With the surrender of the Pakistan occupation army, Bangladesh emerged as a new, independent and sovereign nation on the world map. Since then, the sixteenth of December is celebrated with due honour as the Victory Day every year. This auspicious day will continue to be celebrated as the National Victory Day as long as Bangladesh itself will continue to exist. After the nine-month-long War of Liberation, the people of Bangladesh defeated world’s one of the mightiest armies and snatched victory on 16 December, 1971 when the Pakistan Army was forced to lay down their arms at the historic Racecourse ground from where Bangabandhu Sheikh Mujibur Rahman, the Father of the Nation, made a clarion call to the nation to fight until victory is achieved. The people of Bangladesh, who were being suppressed and oppressed by the Pakistani military rulers, took that call as an obligatory directive and fought a fierce war to make Bangladesh an independent nation.

In fact, the glorious moment of the independence of Bangladesh did not come just in a day. It took lives, blood and valuable time. There had been a long history of struggle waged by the mass people led by their leader Bangabandhu Sheikh Mujibur Rahman. Bangabandhu could feel the pulse of the oppressed people and could understand the real demand and basic needs of his people. After decades of struggle for the cause of the common people, Sheikh Mujibur Rahman, the champion of Bengali nationalism, got the nation ready to deal a final blow on the Pakistani military rulers.

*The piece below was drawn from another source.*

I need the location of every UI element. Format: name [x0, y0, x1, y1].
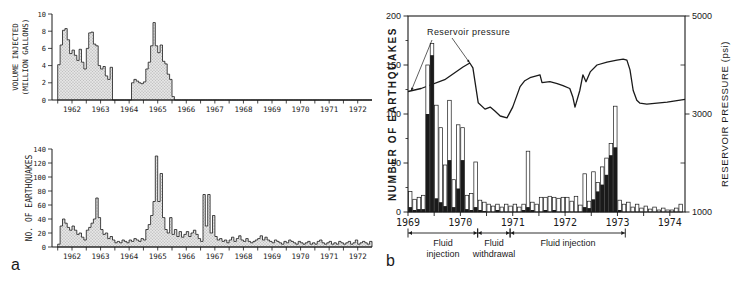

According to the plan, Sheikh Mujib started scaling up the struggle phase by phase and in an opportune moment he put forward the historic charter of demand known as the Six-Point on behalf of the nation. With that demand, the country was united under the leadership of Bangabandhu Sheikh Mujibur Rahman and finding no other alternative, Ayub Khan was compelled to resign. General Yahya Khan took over the power of Pakistan and a general election was held in 1970. In the election, the Awami League led by Sheikh Mujib got the absolute majority to form the government in Pakistan. But the military rulers in connivance with Zulfikar Ali Bhutto, leader of the Pakistan People’s Party, hatched a deep-rooted conspiracy against the people of Bangladesh (then East Pakistan). They cracked down on the unarmed and innocent and sleeping people of Bangladesh in a military offensive codenamed Operation Search Light. The Pakistani military indiscriminately killed millions of people during the nine months and it came to be regarded as the worst possible genocide ever committed against humans in the world. Responding to that brutal mass killing, our valiant freedom fighters took up arms and after nine-month-long guerrilla warfare finally fought a decisive war. After the 13-day final phase of war, the Pakistan army was defeated and we got our long-cherished victory.

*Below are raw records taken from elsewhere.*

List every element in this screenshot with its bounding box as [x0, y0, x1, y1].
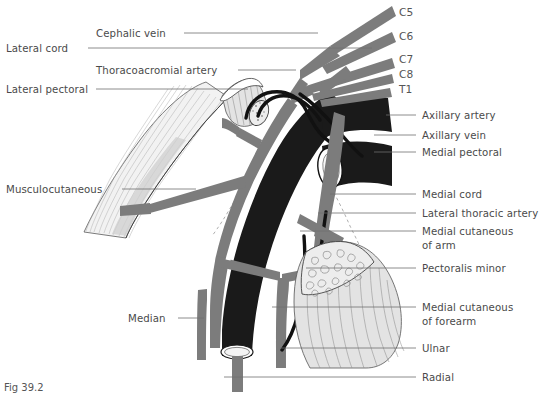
label-lateral-pectoral: Lateral pectoral — [6, 84, 88, 95]
label-medial-cutaneous-of-forearm-line1: Medial cutaneous — [422, 302, 513, 313]
anatomy-diagram-svg: Lateral cord Cephalic vein Thoracoacromi… — [0, 0, 551, 394]
nerve-root-labels-group: C5 C6 C7 C8 T1 — [398, 6, 413, 95]
label-c5: C5 — [399, 6, 413, 18]
label-lateral-cord: Lateral cord — [6, 43, 68, 54]
label-radial: Radial — [422, 372, 454, 383]
label-t1: T1 — [398, 83, 412, 95]
label-medial-cord: Medial cord — [422, 189, 482, 200]
anatomy-figure: Lateral cord Cephalic vein Thoracoacromi… — [0, 0, 551, 394]
axillary-vein-lumen-inner — [225, 347, 250, 356]
figure-caption: Fig 39.2 — [4, 382, 44, 393]
label-musculocutaneous: Musculocutaneous — [6, 184, 102, 195]
median-nerve-trunk — [276, 278, 289, 368]
label-axillary-vein: Axillary vein — [422, 130, 486, 141]
brachial-plexus-roots — [288, 6, 396, 107]
labels-right-group: Axillary artery Axillary vein Medial pec… — [422, 110, 538, 383]
lateral-pectoral-nerve — [236, 128, 262, 149]
descending-nerve-branch — [197, 289, 207, 360]
pectoralis-major-muscle — [84, 82, 228, 238]
radial-nerve — [232, 356, 243, 392]
label-thoracoacromial-artery: Thoracoacromial artery — [95, 65, 217, 76]
label-medial-pectoral: Medial pectoral — [422, 147, 502, 158]
pectoralis-minor-muscle — [294, 241, 404, 368]
label-cephalic-vein: Cephalic vein — [96, 28, 166, 39]
label-medial-cutaneous-of-arm-line2: of arm — [422, 240, 456, 251]
label-pectoralis-minor: Pectoralis minor — [422, 263, 506, 274]
label-medial-cutaneous-of-arm-line1: Medial cutaneous — [422, 226, 513, 237]
label-median: Median — [128, 313, 166, 324]
label-medial-cutaneous-of-forearm-line2: of forearm — [422, 316, 476, 327]
label-ulnar: Ulnar — [422, 343, 450, 354]
label-c6: C6 — [399, 30, 413, 42]
anatomy-artwork — [84, 6, 404, 392]
label-c8: C8 — [399, 68, 413, 80]
label-lateral-thoracic-artery: Lateral thoracic artery — [422, 208, 538, 219]
label-c7: C7 — [399, 53, 413, 65]
label-axillary-artery: Axillary artery — [422, 110, 496, 121]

As the valiant commander of the 24-year-long struggle the greatest Bengali of thousand years, the Father of the Nation Bangabandhu Sheikh Mujibur Rahman, will always shine like a bright star in the annals of world history.

Bangabandhu means Bangladesh. Bangabandhu means freedom. Bangabandhu means our new entity. His existence belongs to every inch of the 55 thousand square miles of the land.

Pakistan army killed millions of people of this land including the old, women and children with the object of making us bow down and making us subjects to their wanton rule. But their evil dream never came true. They were defeated and we achieved victory. We are proud of our victory. But this victory was won with heavy price. More than three million innocent people had to sacrifice their lives for this victory. Unprecedented sorrow and pain marked the victory in the Liberation War of Bangladesh. It was a war which established the sovereign nation called Bangladesh. The war was one of the most fierce wars of the 20th century; it witnessed large-scale atrocities, the exodus of 10 million refugees and the killing of 3 million people.

On 16 December, 1971, the Pakistan occupation army headed by Lieutenant General Niazi was compelled to surrender to Lieutenant General Sri Jagjit Singh Aurora, Joint Commander of Indian and Bangladesh Forces, and sign the instrument of surrender amid thousands of cheering crowds at the racecourse.